Ren Louie’s Kidlit Books

Indigenous author, Ren Louie (left) is set to release an adaptation of his book for younger audiences, about his childhood journey of connecting with his culture through a drum gifted by his mother.” FULL STORY

 

Bloodroot: heartbreaking elegance

November 22nd, 2021

Betsy Warland’s groundbreaking memoir, Bloodroot (Inana, 2000) has been released in a special 20th anniversary printing. The book is about tracing the declining health and eventual death of her mother over a period during which the two renew their bonds of love after a long period of estrangement. It’s a poetic work of creative non-fiction in which Warland recounts how she and her mother were able to overcome old conflicts and differences to discover that dying and death mean more than despair and duty. This book, says Warland, is “about abandoning disappointment, acquiescing to grace.”

The second edition includes a long essay on further backstory revelations and the impact of the book on readers and Warland as a writer. One of the writers who was moved by Bloodroot is Chantal Gibson, author of the Pat Lowther Award-winning How She Read (Caitlin Press, 2019).

In the following Q&A, Gibson discusses the impact Bloodroot had on her.

**

BCBookLook: Please describe when you first read Bloodroot and what you felt after you finished it.

Chantal Gibson: I read Bloodroot for the first time this summer. Betsy Warland generously read and connected with my first collection of poetry How She Read, which is about the representation of Black womanhood across the Canadian cultural landscape. Betsy sent me a copy of Bloodroot and a copy of the essay for the second edition, with a feeling I might connect with the work—and I did.  Our books are connected by the theme of motherloss.

BCBL: Are there passages that particularly moved you and why?

C.G.: One of my favorite moments in the book is on p.41

‘There are no words for where my mother went.”

This sentence sits  alone on the page, black text surrounded by an ocean of white space.  On a thematic level, I connected with this thought, Betsy simply saying the thing, because much of my work is about the inadequacy of language, especially the English language, to capture the nuanced nature of loss—the tiny aches, the holes, the silences, the loneliness. On an esthetic level, an artistic level, I love this tiny cluster of letters—there are no words on the page.  As a reader you have to take in all the silence of the white space and honor it, before you turn the page and leave it behind. This is heart-breaking elegance.

BCBL: Warland describes how the more she writes of her life, the more she encounters the impossibility of telling the truth. Do you agree that writing — or art in general — can’t get to the truth?

C.G.: I don’t know what “the truth” is anymore.  What I do know is that writing doesn’t get us to the truth. Writing produces something else, something other, something like…  It’s the impossibilities, the proximities and the near misses that allow me a space to enter Warland’s world. I lost my mother in 1986 to cancer. I was a kid. How She Read was a looking back composed of fragments and fissures.  While my experience of motherloss is different from Betsy’s—it’s those fragments and spaces that connect us.

**

The new edition of Bloodroot will be launched via a livestream performance on Tuesday, November 23 at 4 pm. Hosted by Jen Currin, the event will present readings of excerpts from: Betsy Warland, Jen Currin, Cat Borrie, Claudia Casper, Cynthia Flood, Jónína Kirton, Fiona Tinwei Lam, and Miranda Pearson.

To register, please go to this link:https://www.eventbrite.ca/e/book-launch-livestream-performance-of-betsy-warlands-bloodroot-tickets-204126516907

**

Also of note, a new annual award, the VMI Betsy Warland Between Genres Award was started in 2021 in her honour.

This year, the Indigenous author, Jordan Nobel received the inaugural award at The Vancouver Writers Fest, presented by judge Wayde Compton with Warland.

Jordan Abel

Leave a Reply

Your email address will not be published. Required fields are marked *

  • About Us

    BC BookLook is an independent website dedicated to continuously promoting the literary culture of British Columbia.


### Task directions
Your response should consist of the records below, repeated exactly.

Stored items from a collection:
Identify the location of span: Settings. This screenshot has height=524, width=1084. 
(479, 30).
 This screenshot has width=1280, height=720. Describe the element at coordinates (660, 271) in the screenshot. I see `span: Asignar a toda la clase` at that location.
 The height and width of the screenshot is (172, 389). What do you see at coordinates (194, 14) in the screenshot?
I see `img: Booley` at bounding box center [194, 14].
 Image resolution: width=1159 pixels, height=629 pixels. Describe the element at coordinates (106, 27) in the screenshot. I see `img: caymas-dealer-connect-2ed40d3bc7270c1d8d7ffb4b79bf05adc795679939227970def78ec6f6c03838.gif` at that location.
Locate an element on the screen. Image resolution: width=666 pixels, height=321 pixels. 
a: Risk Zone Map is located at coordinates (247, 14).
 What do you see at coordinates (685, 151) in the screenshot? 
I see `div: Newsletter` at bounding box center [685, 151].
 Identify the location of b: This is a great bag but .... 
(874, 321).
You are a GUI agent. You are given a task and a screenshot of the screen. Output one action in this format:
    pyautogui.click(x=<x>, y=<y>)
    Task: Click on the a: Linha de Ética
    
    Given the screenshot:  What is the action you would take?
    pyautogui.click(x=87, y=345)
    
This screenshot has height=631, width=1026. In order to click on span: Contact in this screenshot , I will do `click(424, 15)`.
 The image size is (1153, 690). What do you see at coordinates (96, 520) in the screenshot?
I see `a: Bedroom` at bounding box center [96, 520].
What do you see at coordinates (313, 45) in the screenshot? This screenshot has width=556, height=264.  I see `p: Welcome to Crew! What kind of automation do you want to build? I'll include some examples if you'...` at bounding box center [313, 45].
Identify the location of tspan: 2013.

### Result of the task
Identify the location of span: Settings. This screenshot has height=524, width=1084. 
(479, 30).
 This screenshot has width=1280, height=720. Describe the element at coordinates (660, 271) in the screenshot. I see `span: Asignar a toda la clase` at that location.
 The height and width of the screenshot is (172, 389). What do you see at coordinates (194, 14) in the screenshot?
I see `img: Booley` at bounding box center [194, 14].
 Image resolution: width=1159 pixels, height=629 pixels. Describe the element at coordinates (106, 27) in the screenshot. I see `img: caymas-dealer-connect-2ed40d3bc7270c1d8d7ffb4b79bf05adc795679939227970def78ec6f6c03838.gif` at that location.
Locate an element on the screen. Image resolution: width=666 pixels, height=321 pixels. 
a: Risk Zone Map is located at coordinates (247, 14).
 What do you see at coordinates (685, 151) in the screenshot? 
I see `div: Newsletter` at bounding box center [685, 151].
 Identify the location of b: This is a great bag but .... 
(874, 321).
You are a GUI agent. You are given a task and a screenshot of the screen. Output one action in this format:
    pyautogui.click(x=<x>, y=<y>)
    Task: Click on the a: Linha de Ética
    
    Given the screenshot:  What is the action you would take?
    pyautogui.click(x=87, y=345)
    
This screenshot has height=631, width=1026. In order to click on span: Contact in this screenshot , I will do `click(424, 15)`.
 The image size is (1153, 690). What do you see at coordinates (96, 520) in the screenshot?
I see `a: Bedroom` at bounding box center [96, 520].
What do you see at coordinates (313, 45) in the screenshot? This screenshot has width=556, height=264.  I see `p: Welcome to Crew! What kind of automation do you want to build? I'll include some examples if you'...` at bounding box center [313, 45].
Identify the location of tspan: 2013.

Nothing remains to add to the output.